## YOUR GOAL:
Show the lines below that contain the string "April".

Top of DATASET

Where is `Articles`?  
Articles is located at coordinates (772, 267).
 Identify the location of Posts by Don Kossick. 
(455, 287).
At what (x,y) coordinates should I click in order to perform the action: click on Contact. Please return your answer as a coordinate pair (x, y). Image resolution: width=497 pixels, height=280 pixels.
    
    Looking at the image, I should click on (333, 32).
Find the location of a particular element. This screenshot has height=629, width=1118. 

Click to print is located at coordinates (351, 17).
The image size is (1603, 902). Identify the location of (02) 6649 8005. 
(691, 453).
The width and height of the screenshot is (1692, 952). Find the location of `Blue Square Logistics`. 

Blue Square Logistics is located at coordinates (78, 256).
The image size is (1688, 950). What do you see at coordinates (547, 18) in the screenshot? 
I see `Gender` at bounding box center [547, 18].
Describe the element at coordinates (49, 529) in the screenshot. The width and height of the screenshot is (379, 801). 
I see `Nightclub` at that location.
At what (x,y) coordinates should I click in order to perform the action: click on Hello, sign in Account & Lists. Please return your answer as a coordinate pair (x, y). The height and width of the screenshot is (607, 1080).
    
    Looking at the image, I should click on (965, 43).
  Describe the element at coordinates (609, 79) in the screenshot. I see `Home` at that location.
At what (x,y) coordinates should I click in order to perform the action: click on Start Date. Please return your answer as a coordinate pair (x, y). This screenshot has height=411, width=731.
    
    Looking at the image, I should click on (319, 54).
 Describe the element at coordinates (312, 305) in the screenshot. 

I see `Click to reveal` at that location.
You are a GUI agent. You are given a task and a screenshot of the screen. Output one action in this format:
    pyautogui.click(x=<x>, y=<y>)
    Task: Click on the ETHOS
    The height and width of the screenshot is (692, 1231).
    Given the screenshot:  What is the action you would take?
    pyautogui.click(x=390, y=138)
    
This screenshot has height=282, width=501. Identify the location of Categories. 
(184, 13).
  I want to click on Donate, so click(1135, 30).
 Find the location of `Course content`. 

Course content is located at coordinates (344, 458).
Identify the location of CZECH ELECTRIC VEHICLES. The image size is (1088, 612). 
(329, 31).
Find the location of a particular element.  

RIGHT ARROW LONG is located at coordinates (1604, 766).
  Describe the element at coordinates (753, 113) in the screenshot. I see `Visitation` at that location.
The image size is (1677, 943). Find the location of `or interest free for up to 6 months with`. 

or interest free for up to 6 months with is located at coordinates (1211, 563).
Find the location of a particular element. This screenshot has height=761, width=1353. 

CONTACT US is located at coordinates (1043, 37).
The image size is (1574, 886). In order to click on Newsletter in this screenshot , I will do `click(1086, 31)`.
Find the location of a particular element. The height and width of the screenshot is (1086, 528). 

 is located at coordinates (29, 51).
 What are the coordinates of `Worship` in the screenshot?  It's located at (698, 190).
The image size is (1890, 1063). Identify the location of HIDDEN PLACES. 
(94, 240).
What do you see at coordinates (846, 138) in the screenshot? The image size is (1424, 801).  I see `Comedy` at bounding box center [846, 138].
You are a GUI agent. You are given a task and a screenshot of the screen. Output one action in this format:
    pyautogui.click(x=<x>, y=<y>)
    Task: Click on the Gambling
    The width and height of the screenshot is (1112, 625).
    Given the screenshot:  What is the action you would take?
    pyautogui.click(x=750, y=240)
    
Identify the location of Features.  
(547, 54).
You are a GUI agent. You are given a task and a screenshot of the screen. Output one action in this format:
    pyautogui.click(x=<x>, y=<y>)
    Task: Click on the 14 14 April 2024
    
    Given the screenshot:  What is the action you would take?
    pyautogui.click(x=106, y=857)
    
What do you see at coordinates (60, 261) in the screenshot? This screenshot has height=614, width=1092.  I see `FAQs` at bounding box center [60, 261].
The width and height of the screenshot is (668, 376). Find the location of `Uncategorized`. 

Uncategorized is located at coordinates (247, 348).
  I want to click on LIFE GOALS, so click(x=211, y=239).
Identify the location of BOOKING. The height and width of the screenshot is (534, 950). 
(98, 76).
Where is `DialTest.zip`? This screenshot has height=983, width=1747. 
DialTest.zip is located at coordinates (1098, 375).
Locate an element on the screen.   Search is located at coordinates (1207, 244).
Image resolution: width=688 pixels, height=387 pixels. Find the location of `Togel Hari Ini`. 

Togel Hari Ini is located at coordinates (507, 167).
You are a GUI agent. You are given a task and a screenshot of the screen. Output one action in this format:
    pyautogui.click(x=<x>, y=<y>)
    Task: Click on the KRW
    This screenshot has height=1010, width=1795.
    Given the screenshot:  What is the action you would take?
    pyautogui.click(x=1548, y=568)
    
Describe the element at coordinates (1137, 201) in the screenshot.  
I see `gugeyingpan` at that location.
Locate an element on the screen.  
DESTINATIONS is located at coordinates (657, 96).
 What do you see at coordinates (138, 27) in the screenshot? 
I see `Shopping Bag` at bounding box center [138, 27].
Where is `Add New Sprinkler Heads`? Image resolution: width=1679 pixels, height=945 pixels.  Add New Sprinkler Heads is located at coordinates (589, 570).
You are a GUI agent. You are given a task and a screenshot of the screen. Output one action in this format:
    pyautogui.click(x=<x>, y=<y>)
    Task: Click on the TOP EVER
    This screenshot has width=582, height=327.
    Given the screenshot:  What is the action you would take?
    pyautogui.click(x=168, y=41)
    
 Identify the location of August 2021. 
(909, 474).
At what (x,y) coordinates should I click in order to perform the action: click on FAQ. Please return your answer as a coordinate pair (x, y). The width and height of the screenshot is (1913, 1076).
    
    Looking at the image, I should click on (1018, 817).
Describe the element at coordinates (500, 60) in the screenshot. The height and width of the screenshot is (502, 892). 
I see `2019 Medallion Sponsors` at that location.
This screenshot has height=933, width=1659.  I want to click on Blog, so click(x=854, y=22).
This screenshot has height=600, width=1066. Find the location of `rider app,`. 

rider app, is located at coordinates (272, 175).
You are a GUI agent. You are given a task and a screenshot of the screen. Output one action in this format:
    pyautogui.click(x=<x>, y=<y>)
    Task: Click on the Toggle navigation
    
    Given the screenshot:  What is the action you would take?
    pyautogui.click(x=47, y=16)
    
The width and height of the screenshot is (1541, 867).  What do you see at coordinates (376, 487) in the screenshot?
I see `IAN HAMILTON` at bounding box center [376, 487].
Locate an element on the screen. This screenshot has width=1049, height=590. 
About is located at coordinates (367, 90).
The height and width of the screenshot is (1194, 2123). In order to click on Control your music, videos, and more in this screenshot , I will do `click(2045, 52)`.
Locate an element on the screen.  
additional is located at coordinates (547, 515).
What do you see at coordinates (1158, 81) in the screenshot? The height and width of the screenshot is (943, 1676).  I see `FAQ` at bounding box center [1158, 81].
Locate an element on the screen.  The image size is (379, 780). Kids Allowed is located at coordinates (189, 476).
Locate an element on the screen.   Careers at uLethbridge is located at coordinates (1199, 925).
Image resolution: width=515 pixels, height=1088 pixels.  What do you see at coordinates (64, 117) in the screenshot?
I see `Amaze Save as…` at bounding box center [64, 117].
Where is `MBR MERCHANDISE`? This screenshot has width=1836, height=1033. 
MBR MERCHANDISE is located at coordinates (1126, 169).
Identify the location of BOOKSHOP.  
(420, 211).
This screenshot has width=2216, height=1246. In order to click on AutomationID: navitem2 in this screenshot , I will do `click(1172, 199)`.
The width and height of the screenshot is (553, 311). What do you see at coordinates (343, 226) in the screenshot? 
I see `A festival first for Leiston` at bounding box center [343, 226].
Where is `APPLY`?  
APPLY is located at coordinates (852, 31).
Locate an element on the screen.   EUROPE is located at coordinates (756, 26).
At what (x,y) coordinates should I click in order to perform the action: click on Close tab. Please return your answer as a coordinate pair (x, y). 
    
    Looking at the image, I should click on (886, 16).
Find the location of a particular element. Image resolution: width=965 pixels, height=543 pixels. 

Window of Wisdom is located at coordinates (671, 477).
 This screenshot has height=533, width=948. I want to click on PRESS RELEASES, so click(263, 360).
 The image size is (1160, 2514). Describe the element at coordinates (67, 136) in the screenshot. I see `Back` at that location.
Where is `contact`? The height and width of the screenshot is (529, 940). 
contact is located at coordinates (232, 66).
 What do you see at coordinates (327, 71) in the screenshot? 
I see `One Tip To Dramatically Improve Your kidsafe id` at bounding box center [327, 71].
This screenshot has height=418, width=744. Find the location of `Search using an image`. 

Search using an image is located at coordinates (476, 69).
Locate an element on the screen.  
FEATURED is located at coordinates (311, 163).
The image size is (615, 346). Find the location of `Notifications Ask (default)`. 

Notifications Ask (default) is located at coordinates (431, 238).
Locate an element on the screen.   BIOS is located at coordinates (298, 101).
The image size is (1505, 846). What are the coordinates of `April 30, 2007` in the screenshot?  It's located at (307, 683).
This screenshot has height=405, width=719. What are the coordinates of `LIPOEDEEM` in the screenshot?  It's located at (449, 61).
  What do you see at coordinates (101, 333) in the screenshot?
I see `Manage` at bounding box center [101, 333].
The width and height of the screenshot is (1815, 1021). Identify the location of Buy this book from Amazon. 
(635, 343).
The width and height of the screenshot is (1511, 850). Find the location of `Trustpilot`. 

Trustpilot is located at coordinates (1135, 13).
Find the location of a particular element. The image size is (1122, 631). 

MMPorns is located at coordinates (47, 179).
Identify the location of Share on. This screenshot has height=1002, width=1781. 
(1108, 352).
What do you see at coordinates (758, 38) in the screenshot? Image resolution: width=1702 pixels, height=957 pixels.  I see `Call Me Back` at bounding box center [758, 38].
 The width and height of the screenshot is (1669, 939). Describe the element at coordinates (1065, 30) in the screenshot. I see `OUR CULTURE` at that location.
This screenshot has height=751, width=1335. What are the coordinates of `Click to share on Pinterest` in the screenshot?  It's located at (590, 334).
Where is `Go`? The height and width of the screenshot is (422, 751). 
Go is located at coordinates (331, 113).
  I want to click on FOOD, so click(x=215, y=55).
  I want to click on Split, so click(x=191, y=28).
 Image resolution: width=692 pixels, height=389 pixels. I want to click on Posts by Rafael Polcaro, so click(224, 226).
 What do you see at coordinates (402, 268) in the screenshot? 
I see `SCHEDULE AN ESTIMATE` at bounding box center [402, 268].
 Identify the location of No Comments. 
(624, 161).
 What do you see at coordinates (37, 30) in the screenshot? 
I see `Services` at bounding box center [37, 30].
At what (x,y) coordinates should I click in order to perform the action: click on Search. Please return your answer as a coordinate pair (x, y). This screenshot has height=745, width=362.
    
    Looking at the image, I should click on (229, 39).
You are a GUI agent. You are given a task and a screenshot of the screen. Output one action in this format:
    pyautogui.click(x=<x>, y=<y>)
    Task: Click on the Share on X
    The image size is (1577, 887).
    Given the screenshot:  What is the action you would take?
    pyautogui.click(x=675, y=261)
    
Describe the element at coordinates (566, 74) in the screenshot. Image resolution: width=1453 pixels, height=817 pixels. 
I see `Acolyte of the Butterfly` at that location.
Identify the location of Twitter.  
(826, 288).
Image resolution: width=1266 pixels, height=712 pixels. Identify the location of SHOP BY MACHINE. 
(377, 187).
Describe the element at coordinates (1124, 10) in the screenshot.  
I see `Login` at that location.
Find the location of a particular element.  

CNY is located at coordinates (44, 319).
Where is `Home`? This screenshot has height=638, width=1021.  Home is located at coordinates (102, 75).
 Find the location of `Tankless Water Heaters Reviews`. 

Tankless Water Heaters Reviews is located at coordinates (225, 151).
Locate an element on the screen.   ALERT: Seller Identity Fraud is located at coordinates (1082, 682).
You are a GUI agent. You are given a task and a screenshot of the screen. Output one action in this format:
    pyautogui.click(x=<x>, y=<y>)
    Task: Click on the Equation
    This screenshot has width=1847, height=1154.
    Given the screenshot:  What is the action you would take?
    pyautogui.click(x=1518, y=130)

Bottom of DATASET

## OUTPUT:
    Task: Click on the 14 14 April 2024
The image size is (1505, 846). What are the coordinates of `April 30, 2007` in the screenshot?  It's located at (307, 683).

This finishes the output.